Friday, August 16, 2013

Alexandra's Project [MA]


In a normal suburban house, in a normal suburban neighbourhood, with normal suburban neighbours and a normal suburban family, Alexandra plans an abnormal birthday surprise for her husband Steve. He goes to work with suspicions of a surprise party, but learns that he only got the ‘surprise’ part right when he gets home and finds the house deserted, lights not working, phone disconnected, and the locks changed locking him in. In the living room is a present for him; a videotape that Alexandra has made for him telling him how unhappy she is, how horrible their marriage is…and how he’ll never see his children again. 

I sat and watched this movie, horrified, in a theatre at uni because that’s what made up our lecture yesterday. Demented and disturbing, Alexandra’s Project is a gritty and raw psyche-thriller/revenge-drama that sits in the same sphere of difference and eccentricity as Sex, Lies, and Videotape, and Wake in Fright

In a normal suburban house, in a normal suburban neighbourhood, with normal suburban neighbours and a normal suburban family, Alexandra plans an abnormal birthday surprise for her husband Steve. He goes to work with suspicions of a surprise party, but learns that he only got the ‘surprise’ part right when he gets home and finds the house deserted, lights not working, phone disconnected, and the locks changed locking him in. In the living room is a present for him; a videotape that Alexandra has made for him telling him how unhappy she is, how horrible their marriage is…and how he’ll never see his children again. 

Director Rolf de Heer has used very clever and cheeky cues to lead/mislead the audience of Alexandra’s Project down a road that seems familiar, but then takes a swan dive down into a rabbit hole of horror. For a start, as soon as we see the suburban setting of the film, we’re reminded of American Beauty and instantly we assume that there will be some startling drama happening behind the scenes of this seemingly ‘normal’ suburban family. Our assumptions are confirmed when de Heer uses recognisable, Hitchcockian, camera movements to hint that there is something sinister and unsettling about the character of Alexandra. Not to mention that the unfulfilled housewife and dissatisfied marriage is something that we’ve seen time and time again from The Stepford Wives to The Hours
When the thriller aspect of the story comes into play, this intertextuality proves to have lead us in entirely the wrong direction and we are now faced with this startling and confronting videotape of this hugely unsatisfied, arguably unhinged, woman. I don’t want to give too much away, but seriously, if you’re into these completely off-centre, smaller budget films, rent yourself out a copy of this. 
I wish to draw quick attention to the performance given by Helen Buday who stars as Alexandra. She was fantastic, delivering a performance that was timid, gloomy, and bleak, but then on videotape becoming animated and really rather scary. She was great. Round of applause please. 
Starring Gary Sweet, Bogdan Koca, Samantha Knigge, and Jack Christie, Alexandra’s Project is a startling shattering of the ideal suburban married life filled with sex, impromptu piercing, and drama. I don’t think I’ll add it to the collection, but if you’re into these out-of-field, quirky, movies, I’d recommend it.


• **What to work on**
Everything in the records below goes into the copy exactly, except the pictures.

• **Data to process**
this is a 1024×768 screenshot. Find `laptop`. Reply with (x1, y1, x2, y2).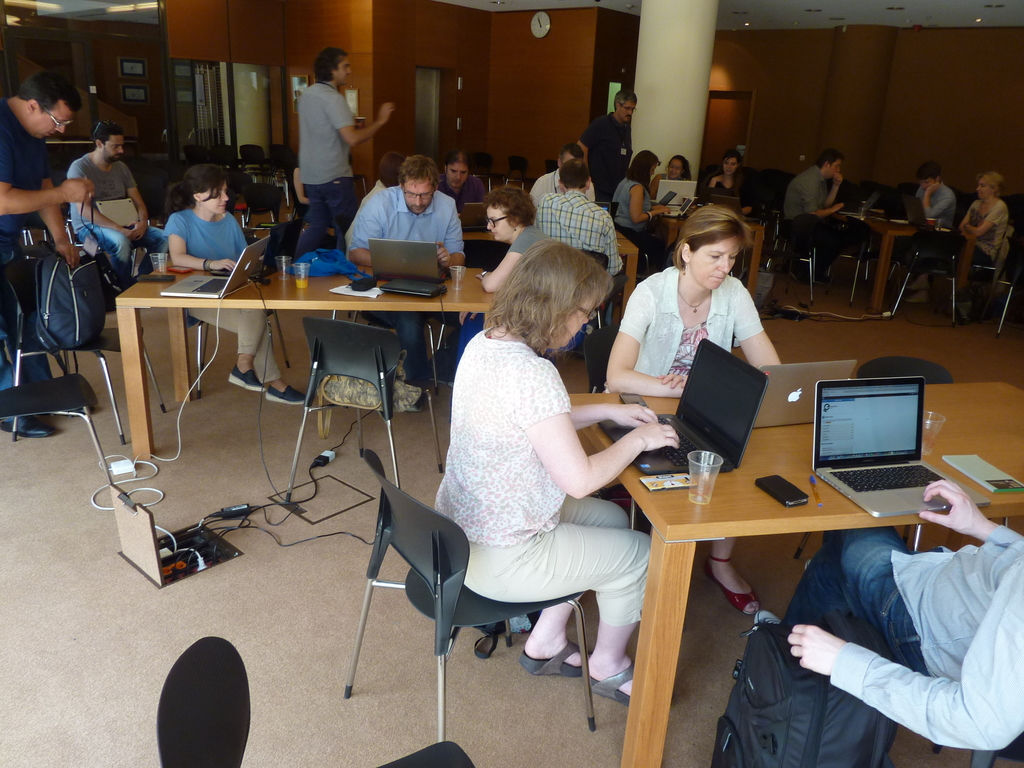
(590, 200, 610, 215).
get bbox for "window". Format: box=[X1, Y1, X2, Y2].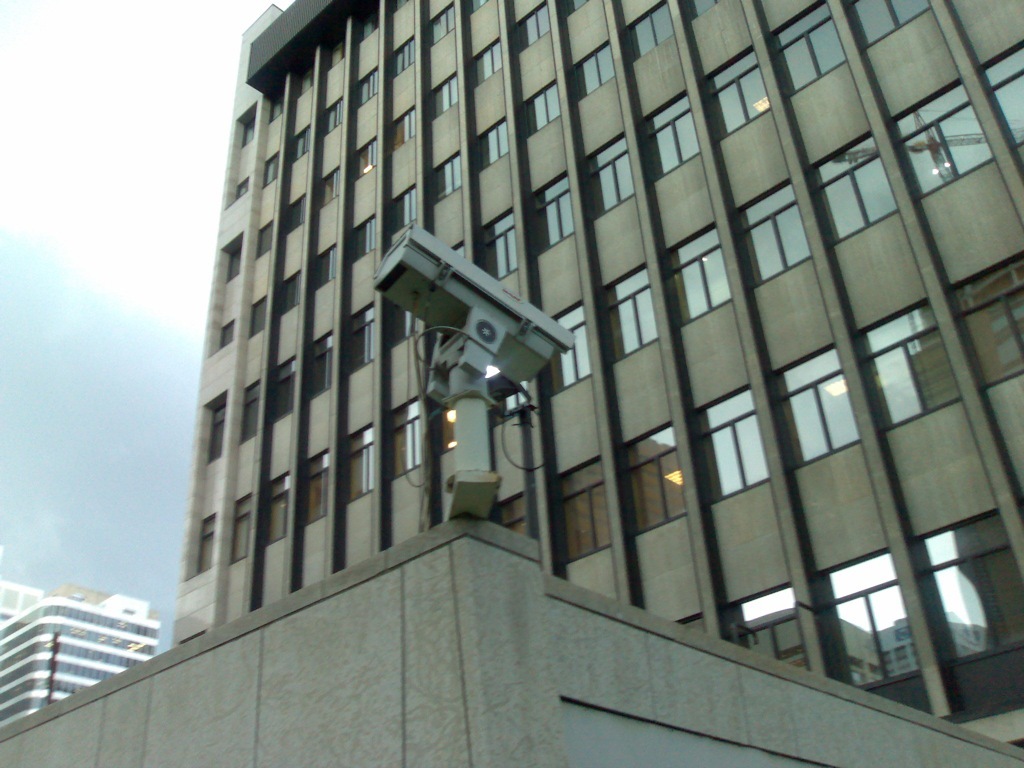
box=[554, 454, 614, 566].
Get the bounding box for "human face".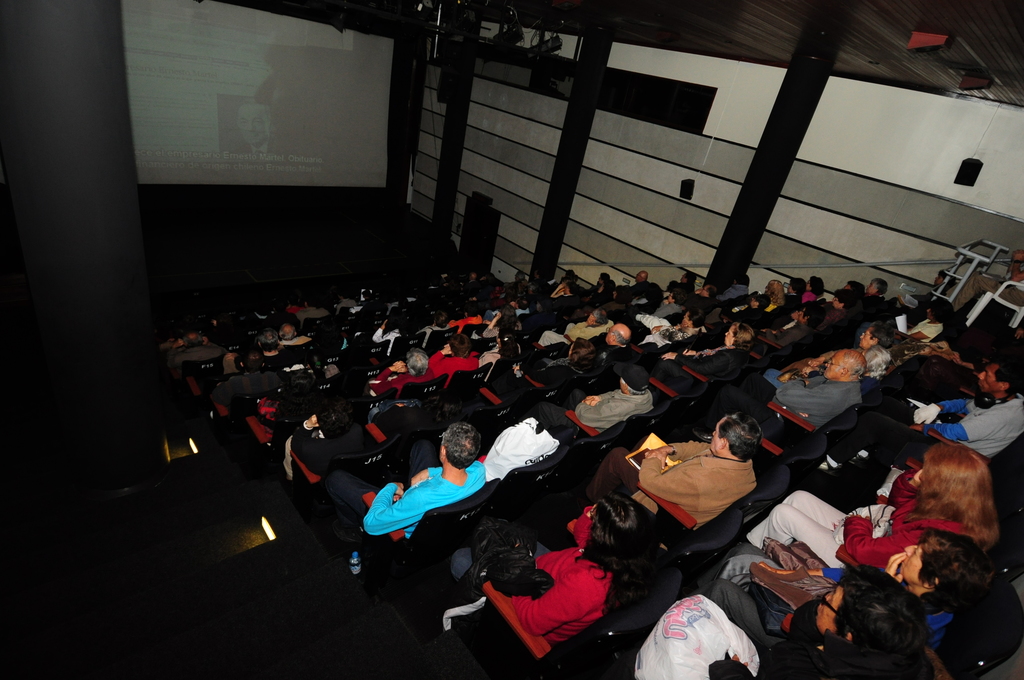
<bbox>903, 542, 919, 583</bbox>.
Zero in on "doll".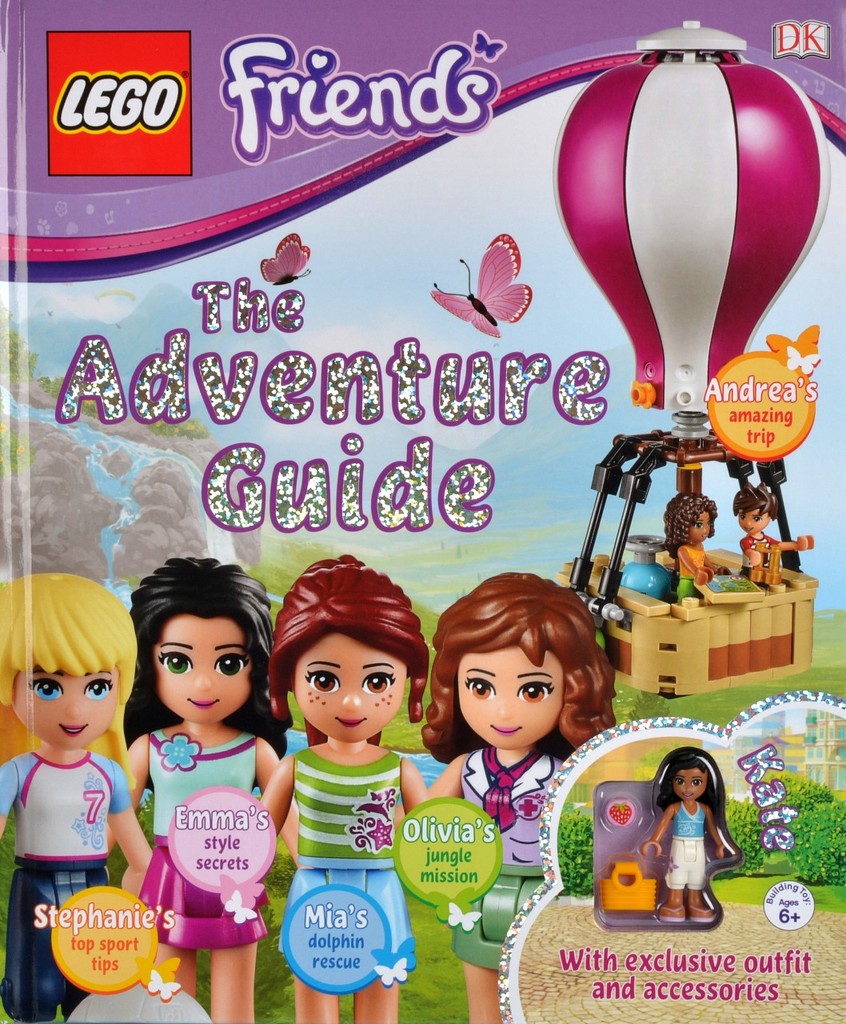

• **Problem solution**
this is a 1024×768 screenshot. Find `laptop`. Reply with (x1, y1, x2, y2).
(590, 200, 610, 215).
get bbox for "window". Format: box=[X1, Y1, X2, Y2].
box=[554, 454, 614, 566].
Get the bounding box for "human face".
<bbox>903, 542, 919, 583</bbox>.
Zero in on "doll".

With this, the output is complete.